▸ **YOUR GOAL**
Print only the lines from the one with "Identify the location of consent-row: I" through the end of the data, exactly, and please omit pictures.

Collected data:

——————

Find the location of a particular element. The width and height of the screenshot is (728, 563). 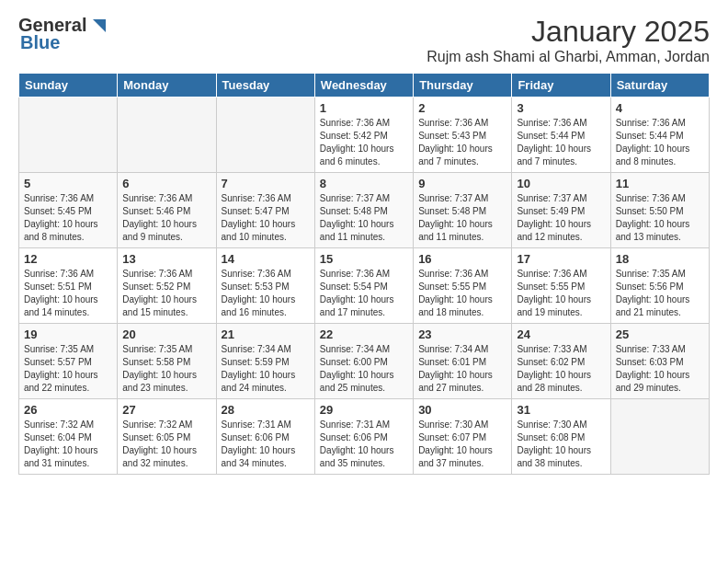

day-info: Sunrise: 7:31 AMSunset: 6:06 PMDaylight:… is located at coordinates (266, 444).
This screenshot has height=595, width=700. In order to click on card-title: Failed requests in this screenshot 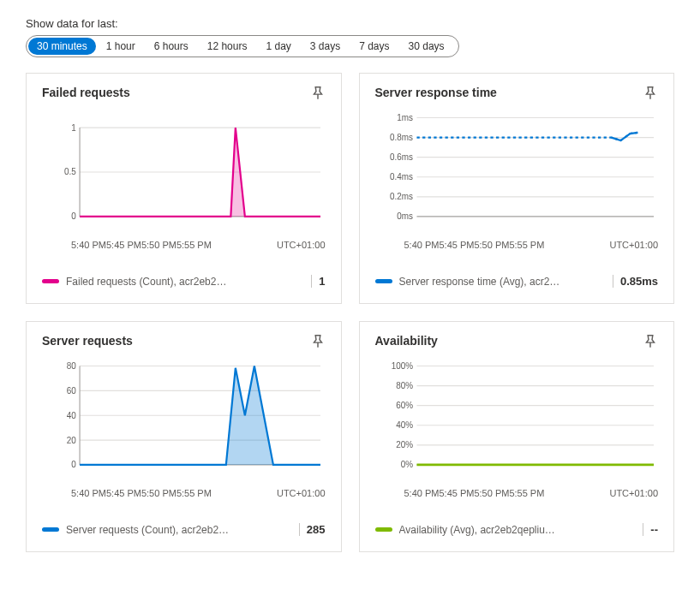, I will do `click(86, 92)`.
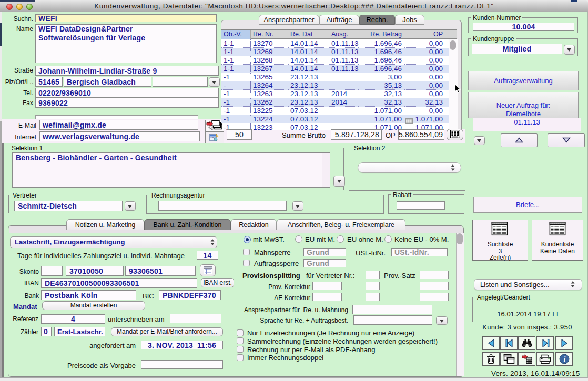  Describe the element at coordinates (565, 359) in the screenshot. I see `svg-text: i` at that location.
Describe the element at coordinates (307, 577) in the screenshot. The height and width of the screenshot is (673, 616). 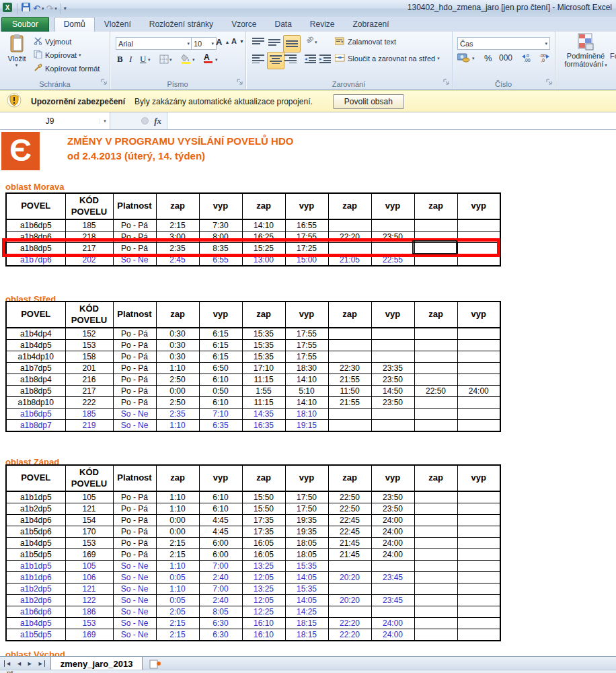
I see `cell: 14:05` at that location.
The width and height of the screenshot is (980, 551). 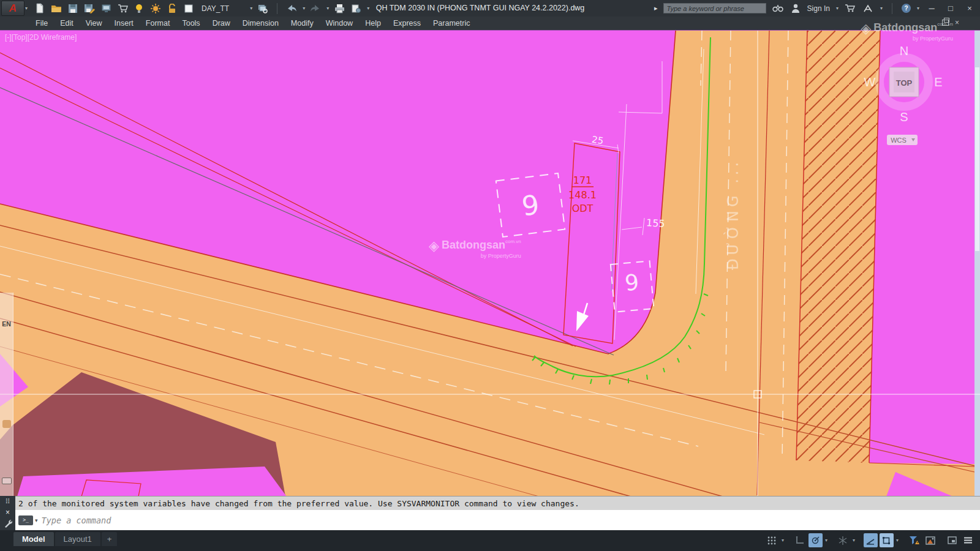 What do you see at coordinates (67, 23) in the screenshot?
I see `menu-edit: Edit` at bounding box center [67, 23].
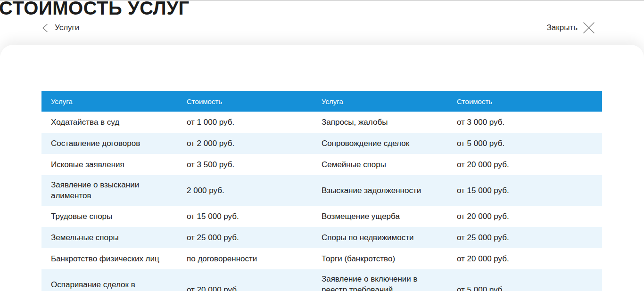 The width and height of the screenshot is (644, 291). I want to click on price-cell: 2 000 руб., so click(245, 190).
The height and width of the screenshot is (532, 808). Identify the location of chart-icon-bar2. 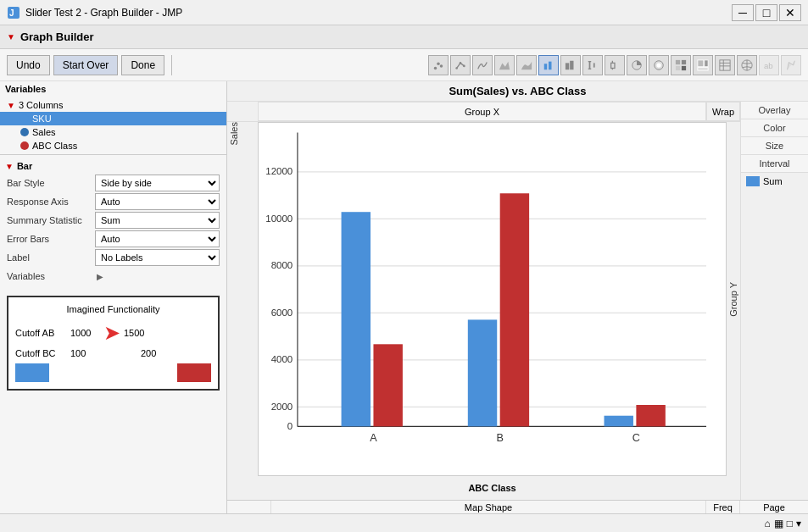
(571, 65).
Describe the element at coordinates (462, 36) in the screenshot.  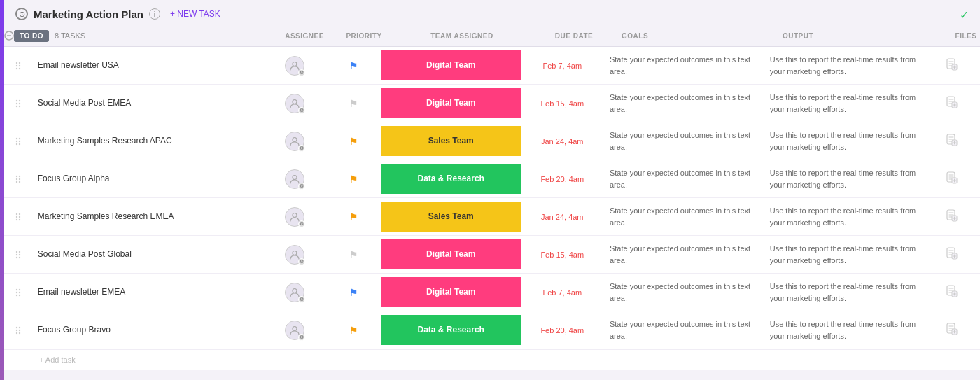
I see `col-header-team: TEAM ASSIGNED` at that location.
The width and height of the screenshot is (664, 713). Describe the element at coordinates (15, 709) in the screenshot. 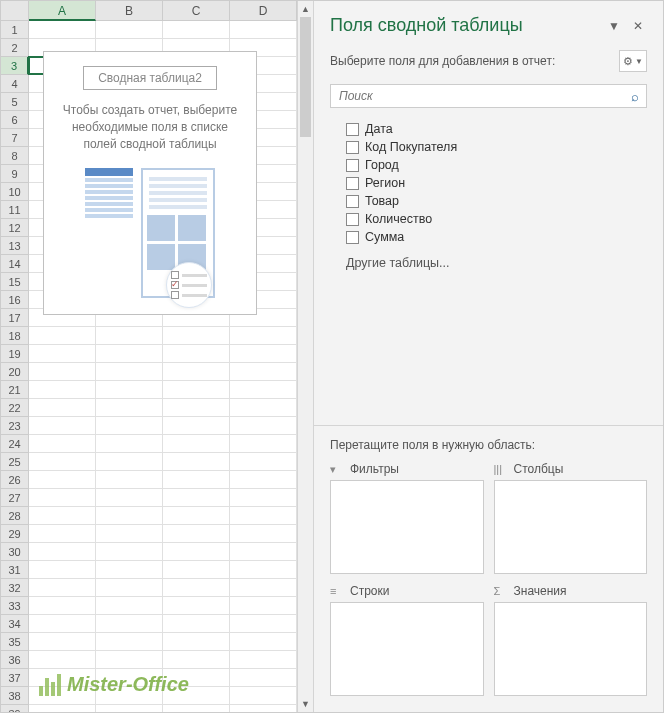

I see `row-header: 39` at that location.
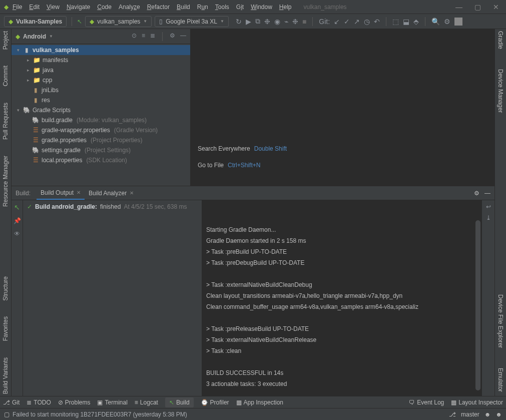 This screenshot has height=420, width=506. What do you see at coordinates (101, 110) in the screenshot?
I see `tree-gradle-scripts: ▾🐘Gradle Scripts` at bounding box center [101, 110].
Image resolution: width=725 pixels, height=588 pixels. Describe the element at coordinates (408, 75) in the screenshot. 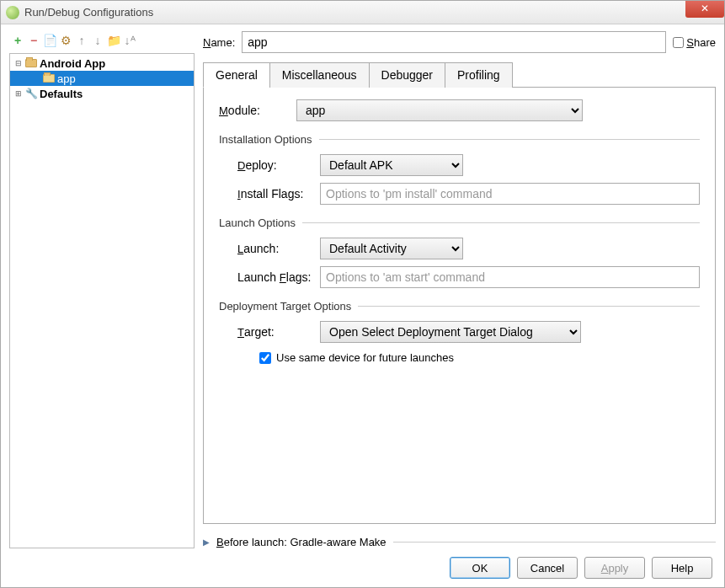

I see `tab-debugger: Debugger` at that location.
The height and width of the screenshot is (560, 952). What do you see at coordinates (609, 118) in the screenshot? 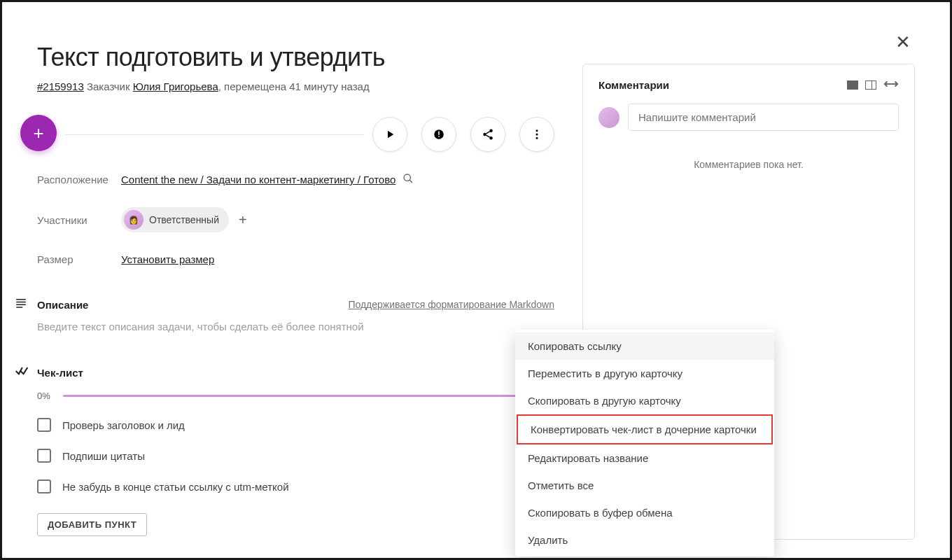
I see `user-avatar` at bounding box center [609, 118].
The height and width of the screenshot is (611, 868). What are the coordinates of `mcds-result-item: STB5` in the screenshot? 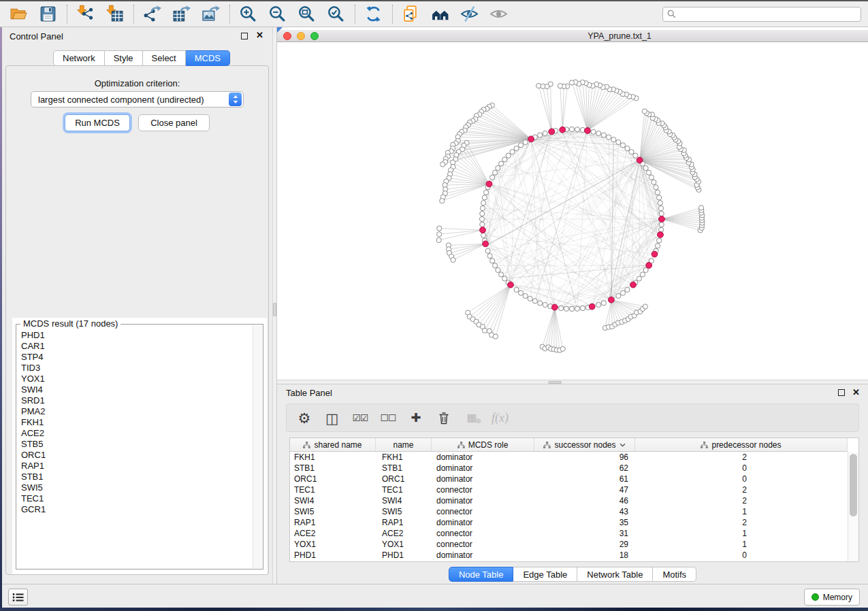 It's located at (136, 444).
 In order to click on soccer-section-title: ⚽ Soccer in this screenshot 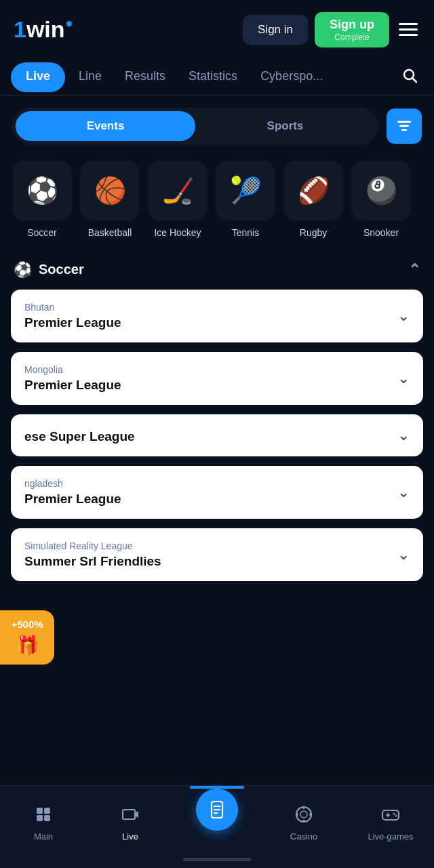, I will do `click(49, 270)`.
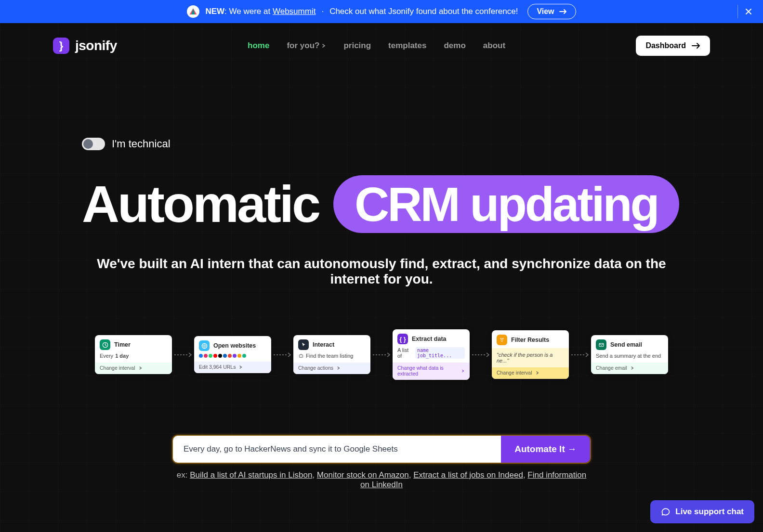  Describe the element at coordinates (96, 46) in the screenshot. I see `logo-text: jsonify` at that location.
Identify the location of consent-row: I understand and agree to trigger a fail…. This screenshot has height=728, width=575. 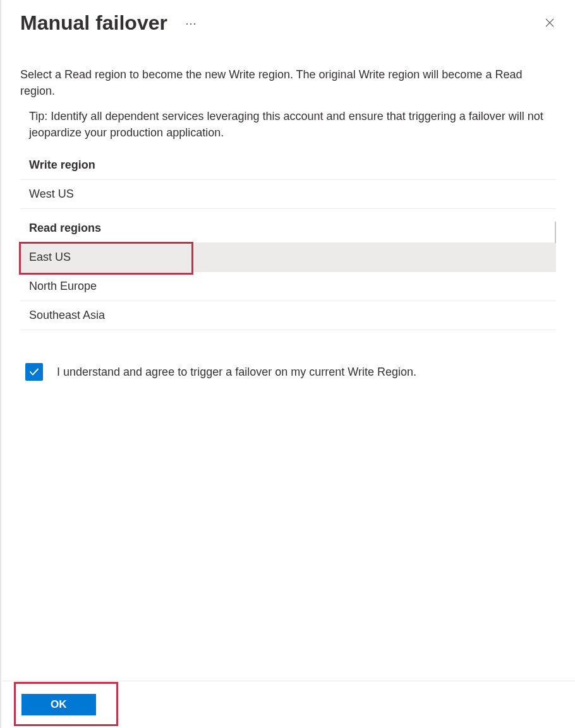
(288, 372).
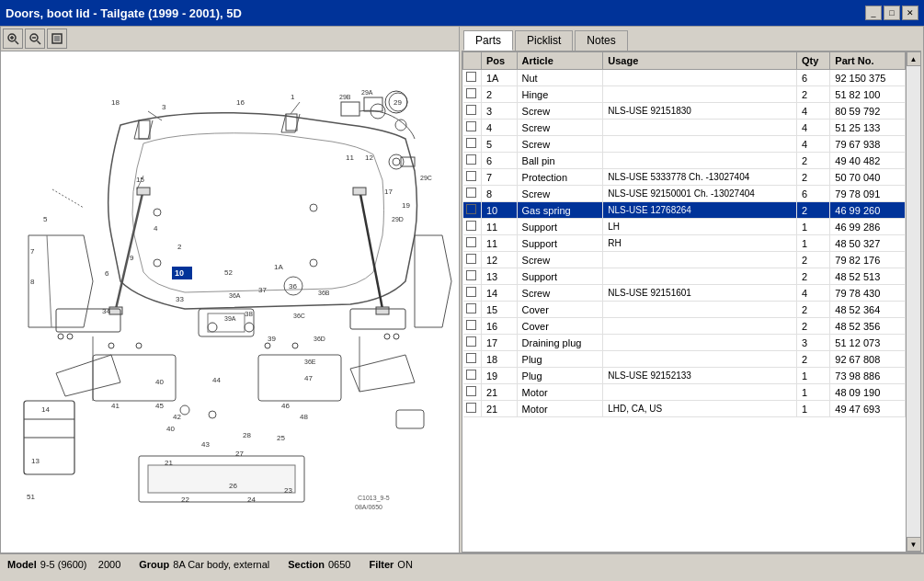  Describe the element at coordinates (560, 61) in the screenshot. I see `col-header-article: Article` at that location.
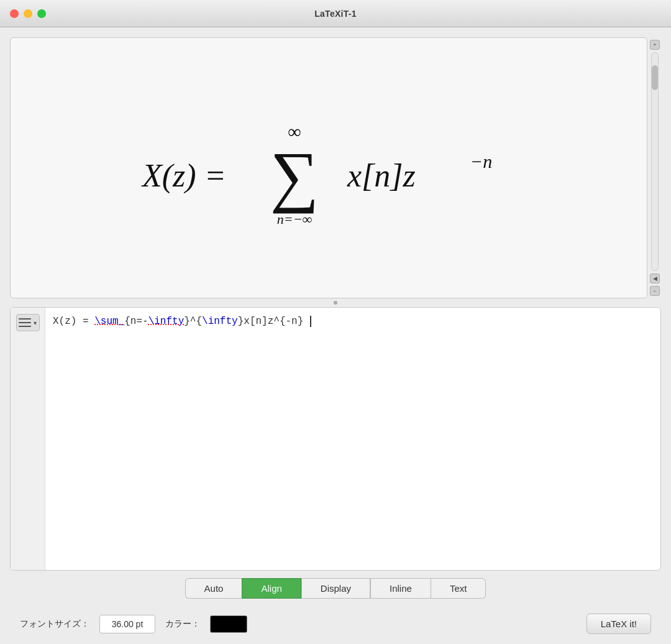  What do you see at coordinates (193, 321) in the screenshot?
I see `editor-sup-open: }^{` at bounding box center [193, 321].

——————

▸ **SOLVED EXERCISE**
Identify the location of consent-row: I understand and agree to trigger a fail…. This screenshot has height=728, width=575. 
(288, 372).
  Describe the element at coordinates (560, 61) in the screenshot. I see `col-header-article: Article` at that location.
  What do you see at coordinates (193, 321) in the screenshot?
I see `editor-sup-open: }^{` at bounding box center [193, 321].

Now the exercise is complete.